Lee Harper
This all started with a naked skeleton. I thought it would be a funny macabre version of Elf on the Shelf for the week leading up to Halloween. (Only the skeleton never tattled on you.) For the first two Halloweens his adventures were texted to my son, niece, and nephews while my husband, unbeknownst to me, was putting them on Facebook. Bones garnered his fair share of fans and the project just kept getting more elaborate each Halloween. Being a huge history nerd, I eventually thought I'd incorporate Bones into historical scenes. That change prompted what is now pretty much a year round obsession.
Veering toward more obscure people, situations, and customs married my history fan self with my creative self. The stories you don't hear about in your history classes fascinate me the most. Also, there's something beautiful about skeletons being the great equalizer. They represent all of us, no matter the gender, race, or nationality. Look at Memento Mori, Dia de los Muertos, the Danse Macabre, catacombs, ossuaries and the jeweled saints for examples of our endless fascination with death, bones and mortality.
All of the pieces are about real people, events or customs from some point in this crazy world. The more obscure or bizarre the story, the better. I'm only a FAN of history, so every detail in the images may not be correct, but the written descriptions are as close as I can come. Artistic license has definitely been taken in the images. The goal is to bring some of these subjects out of the dark and deliver them with a bit of my interpretation.
I live in Oxford, MS, with my husband, son, 2 dogs, a cat and several chickens. When I'm not making new scenes, I'm a freelance artist and maker of things.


Could you repeat the whole listing below exactly, omitting any picture it holds?

*** DATA FOR REVIEW ***

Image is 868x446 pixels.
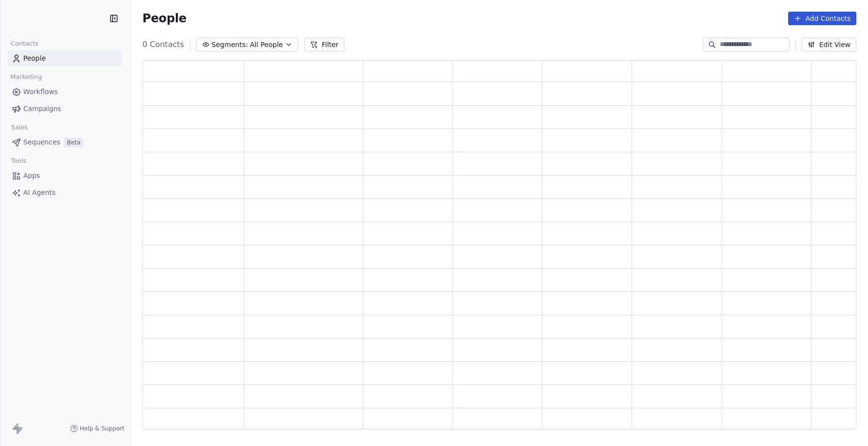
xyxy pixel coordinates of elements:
[24,53,46,64] span: People
[802,38,857,51] button: Edit View
[8,185,123,200] a: AI Agents
[142,11,186,26] span: People
[8,50,123,67] a: People
[8,84,123,100] a: Workflows
[24,137,60,148] span: Sequences
[70,424,125,432] a: Help & Support
[212,40,248,50] span: Segments:
[24,188,56,198] span: AI Agents
[7,120,32,134] span: Sales
[64,137,83,148] span: Beta
[24,170,40,181] span: Apps
[142,38,184,50] span: 0 Contacts
[8,101,123,117] a: Campaigns
[24,104,61,114] span: Campaigns
[80,424,125,432] span: Help & Support
[304,38,345,51] button: Filter
[7,154,31,168] span: Tools
[6,70,46,84] span: Marketing
[789,12,857,25] button: Add Contacts
[6,36,42,51] span: Contacts
[250,40,283,50] span: All People
[8,167,123,184] a: Apps
[8,134,123,150] a: SequencesBeta
[24,86,58,97] span: Workflows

***

**THE ANSWER**
Image is 868x446 pixels.
xyxy pixel coordinates of elements:
[24,53,46,64] span: People
[802,38,857,51] button: Edit View
[8,185,123,200] a: AI Agents
[142,11,186,26] span: People
[8,50,123,67] a: People
[8,84,123,100] a: Workflows
[24,137,60,148] span: Sequences
[70,424,125,432] a: Help & Support
[212,40,248,50] span: Segments:
[24,188,56,198] span: AI Agents
[7,120,32,134] span: Sales
[64,137,83,148] span: Beta
[24,170,40,181] span: Apps
[142,38,184,50] span: 0 Contacts
[8,101,123,117] a: Campaigns
[24,104,61,114] span: Campaigns
[80,424,125,432] span: Help & Support
[304,38,345,51] button: Filter
[7,154,31,168] span: Tools
[6,70,46,84] span: Marketing
[789,12,857,25] button: Add Contacts
[6,36,42,51] span: Contacts
[250,40,283,50] span: All People
[8,167,123,184] a: Apps
[8,134,123,150] a: SequencesBeta
[24,86,58,97] span: Workflows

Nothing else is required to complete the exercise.